30 to 60 cm below the surface a variety of potential weak layers may exist, including surface hoar in wind-sheltered terrain, weak facets, or a hard melt-freeze crust on south and west-facing slopes.

A thick and hard widespread crust that formed in early February is buried about 60 to 90 cm deep. This crust may have a layer of facets above it.

Weather Summary

Saturday Night

Mostly cloudy with up to 10 cm of new snow. 25 to 45 km/h southwest alpine wind.  Treeline temperature -4°C.

Sunday

Mostly cloudy with 5 to 10 cm of new snow. 25 to 45 km/h southwest alpine wind. Freezing level rising to 1300 m.

Monday

A mix of sun and cloud with up to 5 cm of new snow. 15 to 35 km/h southwest alpine wind. Treeline temperature -1°C.

Tuesday

Mostly cloudy with around 5 cm of  new snow. 20 to 40 km/h south alpine wind. Treeline temperature -1°C.

More details can be found in the Mountain Weather Forecast.

Terrain and Travel Advice

  • Minimize exposure during periods of heavy loading from new snow and wind.
  • Conservative terrain selection is critical, choose only well supported, low consequence lines.
  • Remote triggering is a concern, watch out for adjacent and overhead slopes.
  • Storm slabs in motion may step down to deeper layers resulting in large avalanches.

Problems

Persistent Slabs

Persistent Slab avalanches are the release of a cohesive layer of snow (a slab) in the middle to upper snowpack, when the bond to an underlying persistent weak layer breaks. Persistent layers include: surface hoar, depth hoar, near-surface facets, or faceted snow. Persistent weak layers can continue to produce avalanches for days, weeks or even months, making them especially dangerous and tricky.
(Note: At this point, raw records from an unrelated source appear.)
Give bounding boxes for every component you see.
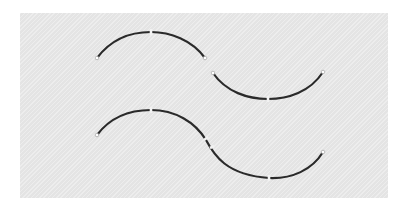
curves-diagram [0,0,409,208]
node-marker [95,56,99,60]
node-marker [95,133,99,137]
bottom-row [95,107,325,181]
top-row [95,29,325,102]
s-curve-inflection-gap-2 [210,146,214,148]
top-convex-arc [97,32,205,58]
top-concave-arc [213,72,323,99]
s-curve [97,110,323,178]
node-marker [321,70,325,74]
node-marker [203,56,207,60]
node-marker [321,150,325,154]
node-marker [211,71,215,75]
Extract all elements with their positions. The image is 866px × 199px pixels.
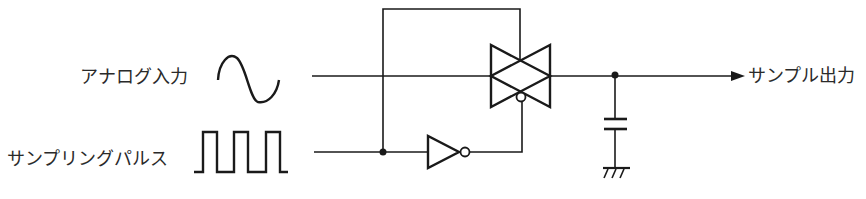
inverted-control-wire [470, 102, 522, 152]
analog-input-label: アナログ入力 [80, 66, 188, 87]
sample-output-label: サンプル出力 [748, 65, 855, 86]
gate-bubble [517, 93, 526, 102]
inverter-triangle [428, 136, 459, 168]
square-wave-icon [194, 132, 288, 172]
sampling-pulse-label: サンプリングパルス [7, 148, 168, 169]
sine-wave-icon [218, 56, 279, 102]
inverter-bubble [461, 148, 470, 157]
output-arrow-icon [731, 71, 745, 81]
ground-icon [603, 168, 630, 178]
circuit-diagram: アナログ入力 サンプリングパルス サンプル出力 [0, 0, 866, 199]
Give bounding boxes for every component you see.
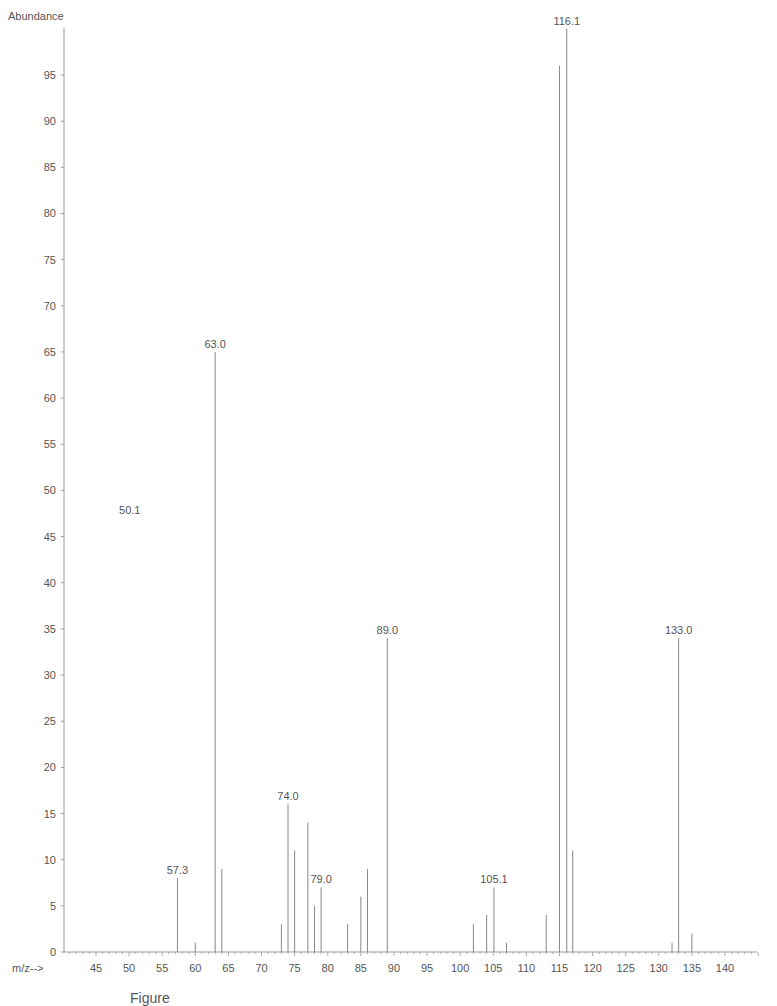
y-tick-label: 55 xyxy=(44,438,56,450)
x-tick-label: 140 xyxy=(716,962,734,974)
x-tick-label: 130 xyxy=(650,962,668,974)
y-tick-label: 70 xyxy=(44,300,56,312)
x-tick-label: 95 xyxy=(421,962,433,974)
x-tick-label: 125 xyxy=(617,962,635,974)
peak-labels: 57.363.074.079.089.0105.1116.1133.050.1 xyxy=(119,15,692,886)
x-tick-label: 80 xyxy=(322,962,334,974)
peak-label: 89.0 xyxy=(377,624,398,636)
x-tick-label: 115 xyxy=(551,962,569,974)
x-tick-label: 85 xyxy=(355,962,367,974)
x-tick-label: 50 xyxy=(123,962,135,974)
y-tick-label: 10 xyxy=(44,854,56,866)
x-tick-label: 75 xyxy=(289,962,301,974)
y-tick-label: 80 xyxy=(44,207,56,219)
y-tick-label: 5 xyxy=(50,900,56,912)
peak-label: 105.1 xyxy=(480,873,508,885)
y-tick-label: 35 xyxy=(44,623,56,635)
peak-label: 74.0 xyxy=(277,790,298,802)
y-tick-label: 0 xyxy=(50,946,56,958)
y-tick-label: 85 xyxy=(44,161,56,173)
figure-caption: Figure xyxy=(130,990,170,1006)
x-tick-label: 65 xyxy=(222,962,234,974)
y-axis-title: Abundance xyxy=(8,10,64,22)
peak-label: 50.1 xyxy=(119,504,140,516)
y-tick-label: 20 xyxy=(44,761,56,773)
y-tick-label: 75 xyxy=(44,254,56,266)
y-tick-label: 65 xyxy=(44,346,56,358)
peak-label: 57.3 xyxy=(167,864,188,876)
x-tick-label: 135 xyxy=(683,962,701,974)
x-tick-label: 55 xyxy=(156,962,168,974)
y-tick-label: 30 xyxy=(44,669,56,681)
y-tick-label: 90 xyxy=(44,115,56,127)
y-tick-label: 45 xyxy=(44,531,56,543)
y-tick-label: 15 xyxy=(44,808,56,820)
x-tick-label: 70 xyxy=(255,962,267,974)
x-tick-label: 90 xyxy=(388,962,400,974)
y-tick-label: 50 xyxy=(44,484,56,496)
x-tick-label: 45 xyxy=(90,962,102,974)
peak-label: 133.0 xyxy=(665,624,693,636)
x-tick-label: 120 xyxy=(583,962,601,974)
x-tick-label: 100 xyxy=(451,962,469,974)
peak-label: 116.1 xyxy=(553,15,580,27)
y-tick-label: 25 xyxy=(44,715,56,727)
peaks xyxy=(177,29,691,952)
y-tick-label: 95 xyxy=(44,69,56,81)
peak-label: 63.0 xyxy=(204,338,225,350)
y-tick-label: 40 xyxy=(44,577,56,589)
x-tick-label: 60 xyxy=(189,962,201,974)
x-tick-label: 110 xyxy=(518,962,536,974)
y-tick-label: 60 xyxy=(44,392,56,404)
x-tick-label: 105 xyxy=(484,962,502,974)
axes: 0510152025303540455055606570758085909545… xyxy=(44,28,758,974)
x-axis-title: m/z--> xyxy=(12,962,43,974)
peak-label: 79.0 xyxy=(310,873,331,885)
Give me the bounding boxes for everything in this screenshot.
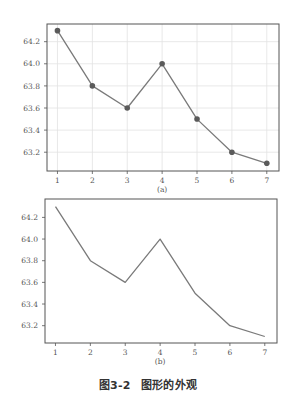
plot-frame [47,24,279,171]
x-tick-label: 3 [123,348,128,357]
panel-label: (a) [157,185,167,194]
caption-number: 图3-2 [99,379,131,392]
y-tick-label: 64.2 [21,213,38,222]
data-point-marker [264,160,270,166]
y-tick-label: 64.0 [23,59,40,68]
line-chart-b: 63.263.463.663.864.064.21234567(b) [21,199,277,366]
plot-frame [45,199,277,343]
y-tick-label: 63.6 [21,278,38,287]
data-series-line [56,207,265,337]
y-tick-label: 63.8 [23,82,40,91]
x-tick-label: 7 [264,176,269,185]
data-point-marker [90,83,96,89]
y-tick-label: 63.4 [21,300,38,309]
figure-canvas: 63.263.463.663.864.064.21234567(a)63.263… [0,0,296,370]
data-point-marker [229,149,235,155]
y-tick-label: 63.2 [21,321,38,330]
y-axis: 63.263.463.663.864.064.2 [21,213,45,330]
x-tick-label: 2 [90,176,95,185]
y-tick-label: 63.8 [21,256,38,265]
y-tick-label: 63.2 [23,148,40,157]
grid-lines [47,24,279,171]
data-point-marker [159,61,165,67]
line-chart-a: 63.263.463.663.864.064.21234567(a) [23,24,279,194]
x-tick-label: 6 [230,176,235,185]
y-tick-label: 64.2 [23,37,40,46]
x-tick-label: 1 [53,348,58,357]
data-point-marker [124,105,130,111]
y-tick-label: 63.4 [23,126,40,135]
x-tick-label: 3 [125,176,130,185]
data-point-marker [194,116,200,122]
x-tick-label: 2 [88,348,93,357]
figure-caption: 图3-2图形的外观 [0,376,296,392]
x-tick-label: 4 [158,348,163,357]
x-axis: 1234567 [55,171,269,185]
y-tick-label: 63.6 [23,104,40,113]
x-tick-label: 7 [262,348,267,357]
x-tick-label: 6 [228,348,233,357]
y-tick-label: 64.0 [21,235,38,244]
x-tick-label: 5 [195,176,200,185]
x-tick-label: 1 [55,176,60,185]
panel-label: (b) [155,357,166,366]
caption-text: 图形的外观 [141,379,198,392]
x-axis: 1234567 [53,343,267,357]
y-axis: 63.263.463.663.864.064.2 [23,37,47,157]
x-tick-label: 4 [160,176,165,185]
data-point-marker [55,28,61,34]
x-tick-label: 5 [193,348,198,357]
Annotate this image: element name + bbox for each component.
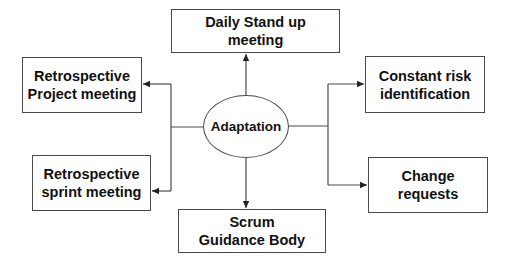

As additional snow and wind events build a thicker slab on top of the persistent weak layer, this avalanche problem may develop into a Deep Persistent Slab.

Storm Slabs

Storm Slab avalanches are the release of a cohesive layer (a slab) of new snow that breaks within new snow or on the old snow surface. Storm-slabs typically last between a few hours and few days (following snowfall). Storm-slabs that form over a persistent weak layer (surface hoar, depth hoar, or near-surface facets) may be termed Persistent Slabs or may develop into Persistent Slabs.